One more surprise comes in the field of Formula One Motor sports with team McLaren announcing its new car name and thus breaking their old tradition. This is another surprise and new element which has kicked in the F1 sports circuit as with each day something new and exciting is keeping the enthusiastic fans at their knees. Everyone is eagerly waiting what will be a new surprise before the racing seasons kick off next month.
McLaren have announced that their 2017 car will be called the MCL32, breaking with the ‘MP4’ nomenclature that had been in place since 1981. The move follows former chairman Ron Dennis’s departure from the team, the Englishman having brought the MP4 designation to McLaren when his Project Four Formula 2 team merged with the F1 squad in the early Eighties. Dennis was behind the original MP4 name. He was forced out following a boardroom dispute, bringing an end to his 36-year stay. He was replaced by Zak Brown, a former F3 racer from the United States who founded the motorsport marketing company JMI in 1995.
Now, McLaren’s 2017 Formula One car will be a break with the past, and the era of now-departed boss Ron Dennis, the team said on Friday.”2017 is all about change, and our car name is changing too,” McLaren said on Twitter, announcing the car would no longer have the MP4 prefix that has been carried by every McLaren since 1981.
The prefix alluded to Project Four, a team founded by Dennis in 1976 that merged with McLaren in 1980. Dennis was forced out as team boss by McLaren shareholders in November, with American Zak Brown coming in as executive director of the former world champions. McLaren said the new Honda-powered car, which would have been the MP4-32, would now be designated the MCL32. The car is due to be launched at the team’s Woking headquarters on Feb. 24. Formula One is undergoing major change this year, with Liberty Media taking over as the commercial rights holder and American Chase Carey replacing Bernie Ecclestone as chief executive.
On the track, the cars will have bigger tyres and revamped aerodynamics aimed at making them faster, more aggressive looking and harder to handle.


- [Your goal]
Could you transcribe every record below exactly, leaving out any pictures?

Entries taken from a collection
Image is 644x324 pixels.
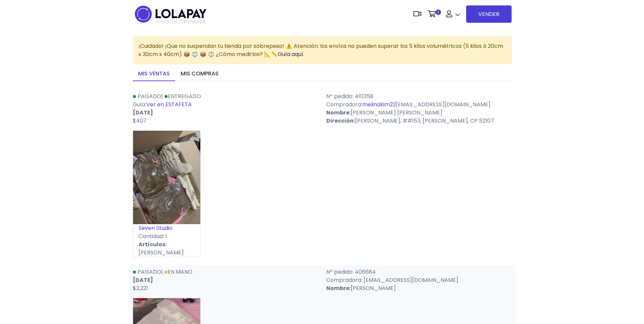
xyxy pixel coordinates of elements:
[133,116,147,124] span: $407
[362,101,395,109] a: melinakim22
[133,241,201,256] p: [PERSON_NAME]
[326,101,512,109] p: Compradora: [EMAIL_ADDRESS][DOMAIN_NAME]
[171,18,180,25] span: GO
[156,20,171,23] span: POWERED BY
[326,92,512,101] p: Nº pedido: 410358
[137,92,161,100] span: Pagado
[175,67,224,81] a: Mis compras
[162,268,193,276] span: En mano
[137,268,161,276] span: Pagado
[139,42,503,58] span: ¡Cuidado! ¡Que no suspendan tu tienda por sobrepeso! ⚠️ Atención: los envíos no pueden superar lo...
[128,92,322,125] div: | Guía:
[133,109,318,116] p: [DATE]
[128,268,322,293] div: |
[146,101,192,109] a: Ver en ESTAFETA
[326,109,512,116] p: [PERSON_NAME] [PERSON_NAME]
[164,92,201,100] a: Entregado
[466,6,512,23] a: VENDER
[156,19,206,24] span: TRENDIER
[133,284,148,292] span: $2,221
[133,232,201,241] p: Cantidad: 1
[133,3,208,24] img: logo
[425,4,442,24] a: 1
[133,67,175,81] a: Mis ventas
[133,276,318,284] p: [DATE]
[326,284,350,292] strong: Nombre:
[326,116,512,125] p: [PERSON_NAME], ##153, [PERSON_NAME], CP 52107
[326,276,512,284] p: Compradora: [EMAIL_ADDRESS][DOMAIN_NAME]
[326,284,512,293] p: [PERSON_NAME]
[326,268,512,276] p: Nº pedido: 406684
[326,109,350,116] strong: Nombre:
[278,50,304,58] a: Guía aquí.
[436,10,441,15] span: 1
[326,116,355,124] strong: Dirección:
[139,224,172,232] a: Seven Studio
[139,241,166,249] strong: Artículos:
[133,131,201,224] img: small_1691263374688.jpeg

- [Answer space]
Image is 644x324 pixels.
xyxy pixel coordinates of elements:
[133,116,147,124] span: $407
[362,101,395,109] a: melinakim22
[133,241,201,256] p: [PERSON_NAME]
[326,101,512,109] p: Compradora: [EMAIL_ADDRESS][DOMAIN_NAME]
[171,18,180,25] span: GO
[156,20,171,23] span: POWERED BY
[326,92,512,101] p: Nº pedido: 410358
[137,92,161,100] span: Pagado
[175,67,224,81] a: Mis compras
[162,268,193,276] span: En mano
[137,268,161,276] span: Pagado
[139,42,503,58] span: ¡Cuidado! ¡Que no suspendan tu tienda por sobrepeso! ⚠️ Atención: los envíos no pueden superar lo...
[128,92,322,125] div: | Guía:
[133,109,318,116] p: [DATE]
[128,268,322,293] div: |
[146,101,192,109] a: Ver en ESTAFETA
[326,109,512,116] p: [PERSON_NAME] [PERSON_NAME]
[164,92,201,100] a: Entregado
[466,6,512,23] a: VENDER
[156,19,206,24] span: TRENDIER
[133,284,148,292] span: $2,221
[133,232,201,241] p: Cantidad: 1
[133,3,208,24] img: logo
[425,4,442,24] a: 1
[133,67,175,81] a: Mis ventas
[133,276,318,284] p: [DATE]
[326,284,350,292] strong: Nombre:
[326,116,512,125] p: [PERSON_NAME], ##153, [PERSON_NAME], CP 52107
[326,276,512,284] p: Compradora: [EMAIL_ADDRESS][DOMAIN_NAME]
[326,284,512,293] p: [PERSON_NAME]
[326,268,512,276] p: Nº pedido: 406684
[326,109,350,116] strong: Nombre:
[278,50,304,58] a: Guía aquí.
[436,10,441,15] span: 1
[326,116,355,124] strong: Dirección:
[139,224,172,232] a: Seven Studio
[139,241,166,249] strong: Artículos:
[133,131,201,224] img: small_1691263374688.jpeg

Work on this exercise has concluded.